Benoit Mandelbrot
Benoit Mandelbrot
Benoit B. Mandelbrot was a Polish-born, French and American mathematician with broad interests in the practical sciences, especially regarding what he labeled as "the art of roughness" of physical phenomena and "the uncontrolled element in life." He referred to himself as a "fractalist". He is recognized for his contribution to the field of fractal geometry, which included coining the word "fractal'", as well as developing a theory of "roughness and self-similarity" in nature...
NationalityFrench
ProfessionMathematician
Date of Birth20 November 1924
CountryFrance
The Mandelbrot set is the most complex mathematical object known to mankind.
Unfortunately, the world has not been designed for the convenience of mathematicians.
The most complex object in mathematics, the Mandelbrot Set ... is so complex as to be uncontrollable by mankind and describable as 'chaos'.
Pictures were completely eliminated from mathematics; in particular when I was young this happened in a very strong fashion.
I went to the computer and tried to experiment. I introduced a very high level of experiment in very pure mathematics.
Fractal geometry is not just a chapter of mathematics, but one that helps Everyman to see the same world differently.
Until a few years ago, the topics in my Ph.D. were unfashionable, but they are very popular today.
The techniques I developed for studying turbulence, like weather, also apply to the stock market
When the weather changes, nobody believes the laws of physics have changed. Similarly, I don't believe that when the stock market goes into terrible gyrations its rules have changed
I didn't want to become a pure mathematician, as a matter of fact, my uncle was one, so I knew what the pure mathematician was and I did not want to be a pure - I wanted to do something different.
If you have a hammer, use it everywhere you can, but I do not claim that everything is fractal.
I conceived, developed and applied in many areas a new geometry of nature, which finds order in chaotic shapes and processes. It grew without a name until 1975, when I coined a new word to denote it, fractal geometry, from the Latin word for irregular and broken up, fractus. Today you might say that, until fractal geometry became organized, my life had followed a fractal orbit.
In fact, I barely missed being number one in France in both schools. In particular I did very well in mathematical problems.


▶ WHAT IS REQUIRED
Isolate every line in the records below with "pixels" in it.

(Beginning of DATA PROVIDED)

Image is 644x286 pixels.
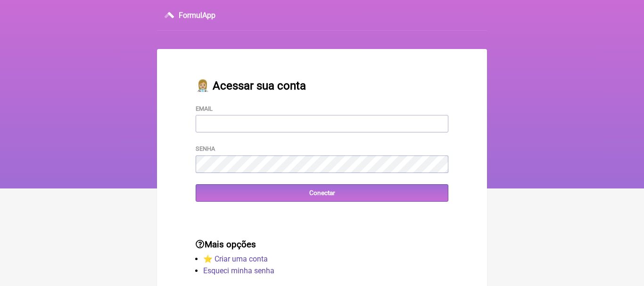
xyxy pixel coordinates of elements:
a: ⭐️ Criar uma conta [203,255,268,263]
h2: 👩🏼‍⚕️ Acessar sua conta [196,79,448,92]
input: Conectar [196,184,448,202]
h3: Mais opções [196,239,448,250]
a: Esqueci minha senha [203,266,274,275]
h3: FormulApp [179,11,216,20]
label: Senha [196,145,215,152]
label: Email [196,105,213,112]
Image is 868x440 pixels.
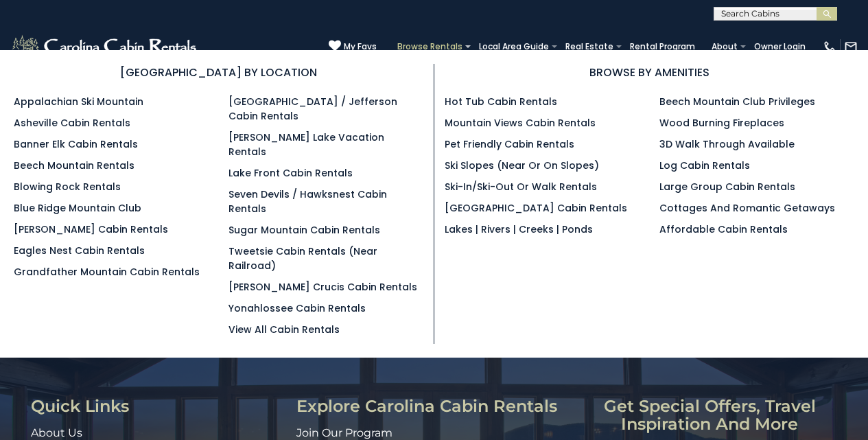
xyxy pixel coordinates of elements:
a: Cottages and Romantic Getaways [660,201,835,215]
a: [PERSON_NAME] Cabin Rentals [14,222,168,236]
a: About [705,37,745,56]
h3: BROWSE BY AMENITIES [445,64,855,81]
a: Blowing Rock Rentals [14,180,121,194]
a: Beech Mountain Club Privileges [660,95,815,109]
a: [PERSON_NAME] Lake Vacation Rentals [229,130,384,158]
h3: Explore Carolina Cabin Rentals [297,397,562,415]
a: Ski-in/Ski-Out or Walk Rentals [445,180,597,194]
h3: [GEOGRAPHIC_DATA] BY LOCATION [14,64,424,81]
a: [GEOGRAPHIC_DATA] Cabin Rentals [445,201,627,215]
a: Real Estate [558,37,621,56]
img: White-1-2.png [10,33,200,61]
a: Owner Login [747,37,813,56]
a: Hot Tub Cabin Rentals [445,95,558,109]
a: Affordable Cabin Rentals [660,222,788,236]
a: Join Our Program [297,426,393,439]
a: Lakes | Rivers | Creeks | Ponds [445,222,593,236]
a: Large Group Cabin Rentals [660,180,796,194]
a: [PERSON_NAME] Crucis Cabin Rentals [229,280,417,294]
a: Log Cabin Rentals [660,158,750,172]
a: Local Area Guide [472,37,556,56]
span: My Favs [344,41,377,53]
a: Tweetsie Cabin Rentals (Near Railroad) [229,245,378,273]
a: 3D Walk Through Available [660,138,795,151]
h3: Get special offers, travel inspiration and more [571,397,848,434]
a: Rental Program [624,37,702,56]
a: Blue Ridge Mountain Club [14,201,141,215]
a: Appalachian Ski Mountain [14,95,143,109]
a: Grandfather Mountain Cabin Rentals [14,265,200,279]
a: Browse Rentals [391,37,469,56]
a: Banner Elk Cabin Rentals [14,138,138,151]
h3: Quick Links [31,397,286,415]
a: Lake Front Cabin Rentals [229,166,353,180]
img: mail-regular-white.png [844,40,858,54]
a: Wood Burning Fireplaces [660,116,785,130]
a: Ski Slopes (Near or On Slopes) [445,158,599,172]
a: Asheville Cabin Rentals [14,116,130,130]
a: Sugar Mountain Cabin Rentals [229,223,380,237]
a: Beech Mountain Rentals [14,158,135,172]
a: Yonahlossee Cabin Rentals [229,302,366,316]
a: [GEOGRAPHIC_DATA] / Jefferson Cabin Rentals [229,95,397,123]
a: About Us [31,426,82,439]
a: My Favs [329,40,377,54]
a: Mountain Views Cabin Rentals [445,116,596,130]
a: View All Cabin Rentals [229,323,340,337]
img: phone-regular-white.png [823,40,837,54]
a: Eagles Nest Cabin Rentals [14,244,145,258]
a: Pet Friendly Cabin Rentals [445,138,574,151]
a: Seven Devils / Hawksnest Cabin Rentals [229,187,387,216]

(End of DATA PROVIDED)

▶ WRITTEN REPLY
Image is 644x286 pixels.
Image is 868x440 pixels.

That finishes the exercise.